The 13 doesn’t have a gpu. It’s capable, but if you want to game on it, look at the 16. If you have specific questions I’d be happy to answer or post a vid/pic or something.

[–] [email protected] 14 points 3 months ago

I'm sporting a Framework 16 since a few months and had some battery problems at first. Due to work load, I couldn't really get into the problem and something I changed or updated resolved it.

But I sent a mail to framework support at that time and the answer was just awesome.
Not just some typical 1st level response to update or restart, but real technical questions and obvious interest in my problem.
They even sounded a bit sad, that I couldn't really tell them anything, because the issue resolved without me being able to pinpoint it.

On that note, I also have to say, that Tuxedo support was really good.
My Pulse 15 battery was starting to get a belly, and they sent me a new one without much questions - and no pay.
Now, after like 4-5 years, I have my old Pulse to my nephew and saw that the CMOS battery is dead. Again they just sent me a new one.

Some companies really deserve to get recommended.

[–] [email protected] 13 points 3 months ago (1 children)

I read through those comments - there’s actually more complaints than those. Those weren’t that bad.

They updated the fan curves recently, mine runs fine. Fans aren’t silent when humming along, but normal use they aren’t even spinning.

Sleep is always a bitch on Linux. It doesn’t have great sleep life. I just shut mine down at the end of the day, and close the lid during the day.

I believe they fixed the amd graphics issues. I should have noted that I have a core ultra chip. I wish I had gotten the amd chip - but guess what - no biggie, I can upgrade later!

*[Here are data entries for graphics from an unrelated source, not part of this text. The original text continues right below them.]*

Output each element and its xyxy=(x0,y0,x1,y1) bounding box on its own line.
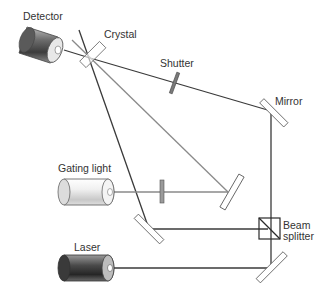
gating-light-icon xyxy=(58,179,114,205)
crystal-label: Crystal xyxy=(104,28,137,40)
laser-icon xyxy=(58,255,114,281)
mirror-label: Mirror xyxy=(275,95,302,107)
gating-light-label: Gating light xyxy=(58,162,111,174)
laser-label: Laser xyxy=(74,241,100,253)
shutter-label: Shutter xyxy=(160,57,194,69)
optical-diagram xyxy=(0,0,329,302)
detector-label: Detector xyxy=(23,10,63,22)
detector-icon xyxy=(16,25,66,64)
beam-splitter-label-line2: splitter xyxy=(283,230,314,242)
crystal-icon xyxy=(80,41,106,67)
mirror-bottom-right-icon xyxy=(256,252,287,283)
shutter-icon xyxy=(169,72,179,94)
gating-filter-icon xyxy=(160,180,164,203)
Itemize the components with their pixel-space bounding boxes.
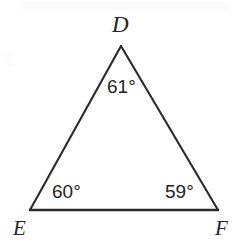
geometry-figure-triangle-def: D E F 61° 60° 59° (0, 0, 244, 251)
vertex-label-e: E (13, 218, 26, 239)
vertex-label-f: F (215, 218, 228, 239)
triangle-shape-svg (0, 0, 244, 251)
angle-measure-f: 59° (165, 182, 194, 201)
angle-measure-e: 60° (52, 182, 81, 201)
vertex-label-d: D (112, 13, 129, 36)
angle-measure-d: 61° (107, 77, 136, 96)
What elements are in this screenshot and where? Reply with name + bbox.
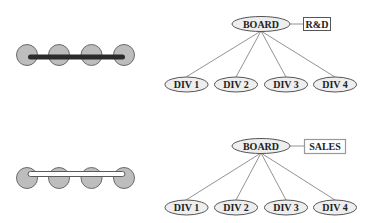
sales-box[interactable]: SALES (305, 140, 346, 154)
div-label: DIV 4 (322, 79, 348, 90)
sales-org-chart: BOARD SALES DIV 1 DIV 2 DIV 3 DIV 4 (165, 139, 357, 216)
div-3-node[interactable]: DIV 3 (265, 200, 308, 215)
solid-bar (28, 55, 125, 60)
div-3-node[interactable]: DIV 3 (265, 77, 308, 92)
board-node[interactable]: BOARD (232, 139, 290, 154)
connector-line (261, 153, 286, 200)
div-label: DIV 2 (223, 202, 249, 213)
bead (17, 168, 38, 189)
board-label: BOARD (243, 19, 279, 30)
board-label: BOARD (243, 141, 279, 152)
div-2-node[interactable]: DIV 2 (215, 200, 258, 215)
div-label: DIV 1 (174, 79, 200, 90)
bead (81, 168, 102, 189)
connector-line (186, 153, 261, 200)
div-label: DIV 4 (322, 202, 348, 213)
diagram-canvas: BOARD R&D DIV 1 DIV 2 DIV 3 DIV 4 (0, 0, 374, 223)
connector-line (186, 31, 261, 77)
bead (49, 168, 70, 189)
connector-line (236, 153, 261, 200)
connector-line (261, 31, 335, 77)
bead (114, 168, 135, 189)
sales-label: SALES (309, 141, 341, 152)
div-label: DIV 3 (273, 202, 299, 213)
connector-line (261, 153, 335, 200)
div-1-node[interactable]: DIV 1 (165, 200, 208, 215)
beads-on-solid-bar-icon (17, 45, 135, 66)
div-label: DIV 3 (273, 79, 299, 90)
board-node[interactable]: BOARD (232, 17, 290, 32)
div-4-node[interactable]: DIV 4 (314, 77, 357, 92)
rnd-org-chart: BOARD R&D DIV 1 DIV 2 DIV 3 DIV 4 (165, 17, 357, 93)
div-2-node[interactable]: DIV 2 (215, 77, 258, 92)
rnd-label: R&D (306, 19, 329, 30)
div-1-node[interactable]: DIV 1 (165, 77, 208, 92)
connector-line (261, 31, 286, 77)
beads-on-hollow-bar-icon (17, 168, 135, 189)
hollow-bar (28, 172, 125, 177)
rnd-box[interactable]: R&D (304, 18, 331, 31)
div-4-node[interactable]: DIV 4 (314, 200, 357, 215)
div-label: DIV 1 (174, 202, 200, 213)
div-label: DIV 2 (223, 79, 249, 90)
connector-line (236, 31, 261, 77)
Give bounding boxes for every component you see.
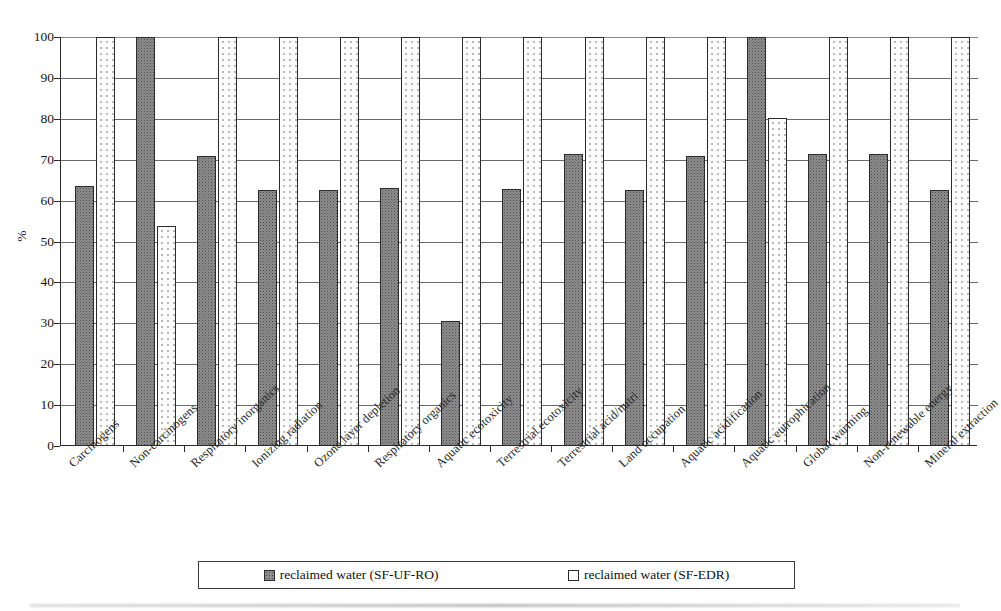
- page-artifact: [30, 604, 960, 607]
- legend-item-sf-uf-ro[interactable]: reclaimed water (SF-UF-RO): [264, 567, 439, 583]
- y-tick-mark: [54, 160, 60, 161]
- legend-item-sf-edr[interactable]: reclaimed water (SF-EDR): [568, 567, 729, 583]
- y-tick-mark: [54, 405, 60, 406]
- y-tick-mark: [54, 282, 60, 283]
- legend-swatch-dark-icon: [264, 570, 275, 581]
- x-tick-label: Global warming: [800, 403, 871, 471]
- legend-label-sf-uf-ro: reclaimed water (SF-UF-RO): [280, 567, 439, 583]
- y-tick-mark: [54, 201, 60, 202]
- y-tick-mark: [54, 37, 60, 38]
- y-tick-mark: [54, 446, 60, 447]
- x-tick-label: Carcinogens: [66, 417, 123, 471]
- legend-label-sf-edr: reclaimed water (SF-EDR): [584, 567, 729, 583]
- y-tick-mark: [54, 78, 60, 79]
- y-tick-mark: [54, 364, 60, 365]
- y-tick-mark: [54, 119, 60, 120]
- y-tick-mark: [54, 323, 60, 324]
- y-tick-mark: [54, 242, 60, 243]
- legend-swatch-light-icon: [568, 570, 579, 581]
- legend: reclaimed water (SF-UF-RO) reclaimed wat…: [198, 561, 795, 589]
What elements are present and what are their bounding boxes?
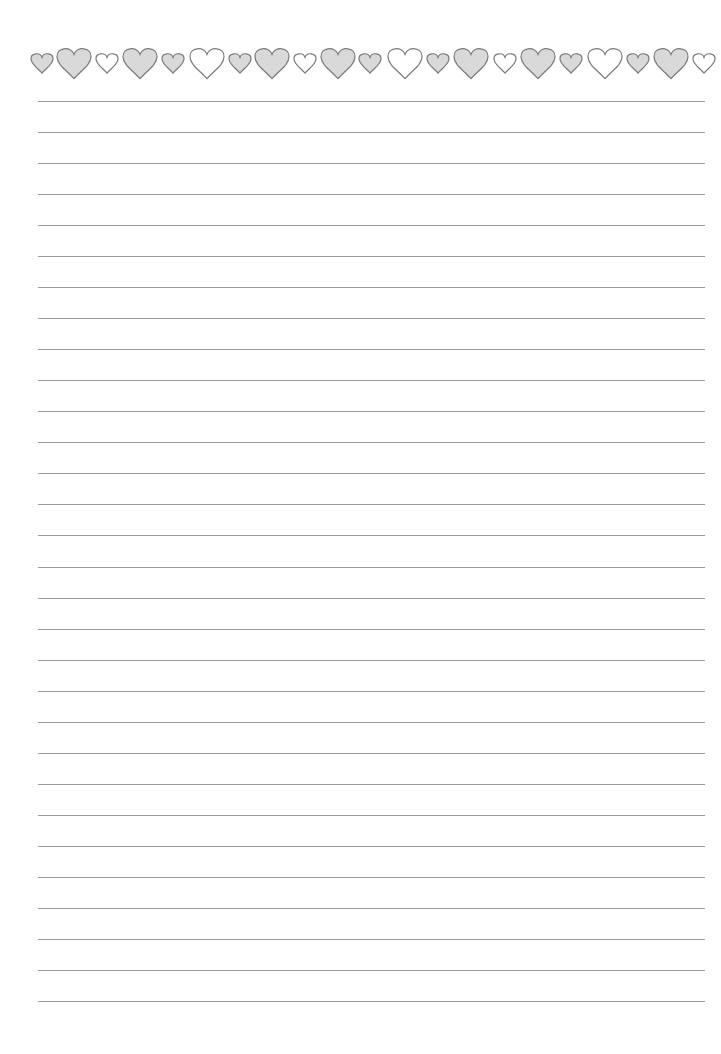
ruled-line [38,256,705,257]
ruled-line [38,535,705,536]
ruled-line [38,287,705,288]
ruled-line [38,815,705,816]
ruled-line [38,411,705,412]
ruled-line [38,629,705,630]
ruled-line [38,846,705,847]
ruled-line [38,567,705,568]
ruled-line [38,691,705,692]
writing-lines [0,0,721,1054]
ruled-line [38,225,705,226]
ruled-line [38,598,705,599]
ruled-line [38,504,705,505]
ruled-line [38,877,705,878]
ruled-line [38,1001,705,1002]
ruled-line [38,349,705,350]
ruled-line [38,132,705,133]
ruled-line [38,722,705,723]
ruled-line [38,473,705,474]
ruled-line [38,101,705,102]
ruled-line [38,753,705,754]
ruled-line [38,194,705,195]
ruled-line [38,784,705,785]
ruled-line [38,442,705,443]
ruled-line [38,908,705,909]
ruled-line [38,970,705,971]
ruled-line [38,318,705,319]
ruled-line [38,380,705,381]
ruled-line [38,660,705,661]
ruled-line [38,163,705,164]
ruled-line [38,939,705,940]
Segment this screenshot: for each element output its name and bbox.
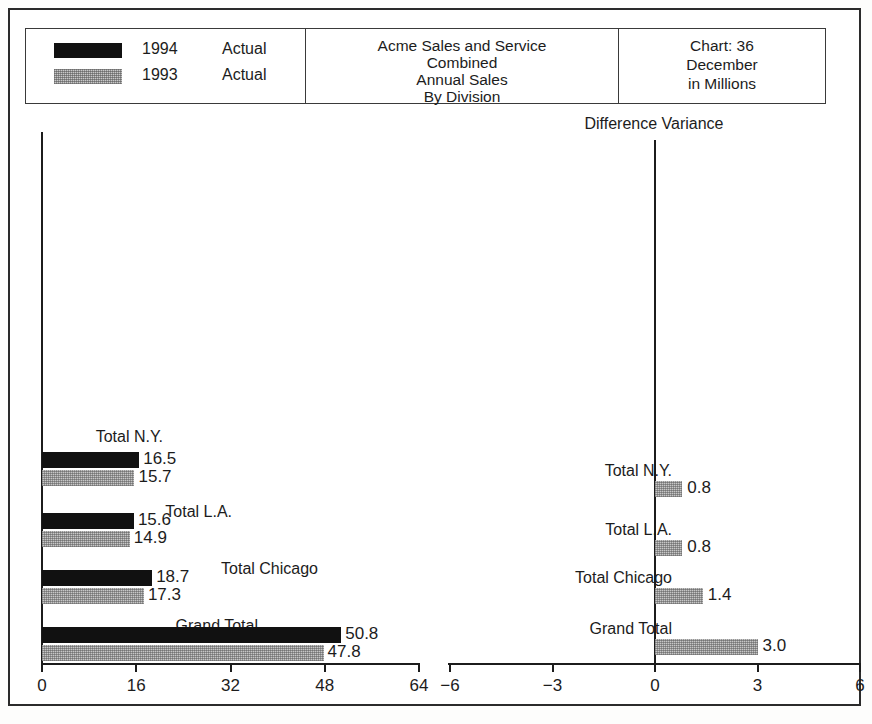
right-chart-bar-value: 0.8	[687, 478, 711, 498]
right-chart-group-label: Total L.A.	[605, 521, 672, 539]
right-chart-bar	[655, 540, 682, 556]
right-chart-bar-value: 3.0	[763, 636, 787, 656]
right-chart-tick	[757, 663, 759, 672]
right-chart-group-label: Grand Total	[590, 620, 672, 638]
right-chart-tick-label: −6	[440, 676, 459, 696]
right-chart-tick	[552, 663, 554, 672]
chart-page: 1994 Actual 1993 Actual Acme Sales and S…	[0, 0, 872, 724]
right-chart-tick-label: 6	[855, 676, 864, 696]
right-chart-tick-label: 0	[650, 676, 659, 696]
right-chart-bar	[655, 588, 703, 604]
right-chart-bar-value: 1.4	[708, 585, 732, 605]
difference-variance-title: Difference Variance	[584, 115, 723, 133]
right-chart-tick	[449, 663, 451, 672]
right-chart-bar-value: 0.8	[687, 537, 711, 557]
right-chart-group-label: Total Chicago	[575, 569, 672, 587]
right-chart-bar	[655, 639, 758, 655]
right-chart-tick-label: −3	[543, 676, 562, 696]
difference-variance-chart: Difference Variance −6−3036 Total N.Y.0.…	[0, 0, 872, 724]
right-chart-bar	[655, 481, 682, 497]
right-chart-tick	[859, 663, 861, 672]
right-chart-tick-label: 3	[753, 676, 762, 696]
right-chart-tick	[654, 663, 656, 672]
right-chart-group-label: Total N.Y.	[605, 462, 672, 480]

There was a complaint about the windows key. I will admit that I ordered the Linux keyboard and it pissed me off that I got a keyboard with a windows key. But I didn’t make a stink, I just deal with it.

There was fingerprint reader complaints. Mine just worked. Dunno what that was about.

My vote is a firm “buy a framework” and get a fun color. People will be jealous.

[–] [email protected] 1 points 3 months ago (2 children)

The linux keyboard has a Windows key?? What's special about it then, that makes it a linux keyboard and not a windows one?

[–] [email protected] 3 points 3 months ago

They (at least KDE) calls it the "meta" key. Which I kind of like.

[–] [email protected] 6 points 3 months ago (1 children)

It’s not a “Linux” keyboard per se. It’s the same keyboard - it’s just one has a superkey symbol instead of a windows key symbol printed on it. They screwed up on my order and sent me a keyboard with a windows key on it. It’s a non issue, and I didn’t say anything - I’m sure they would have sent me the other keyboard if I bitched.

[–] [email protected] 2 points 3 months ago

Ah, I misunderstood then, I thought the linux option still had a win key on it and that it was different in some other way. Thanks for clarifying

[–] [email protected] 4 points 3 months ago

I too am considering a framework 13, and am wondering the same. Hopefully someone will give some insight.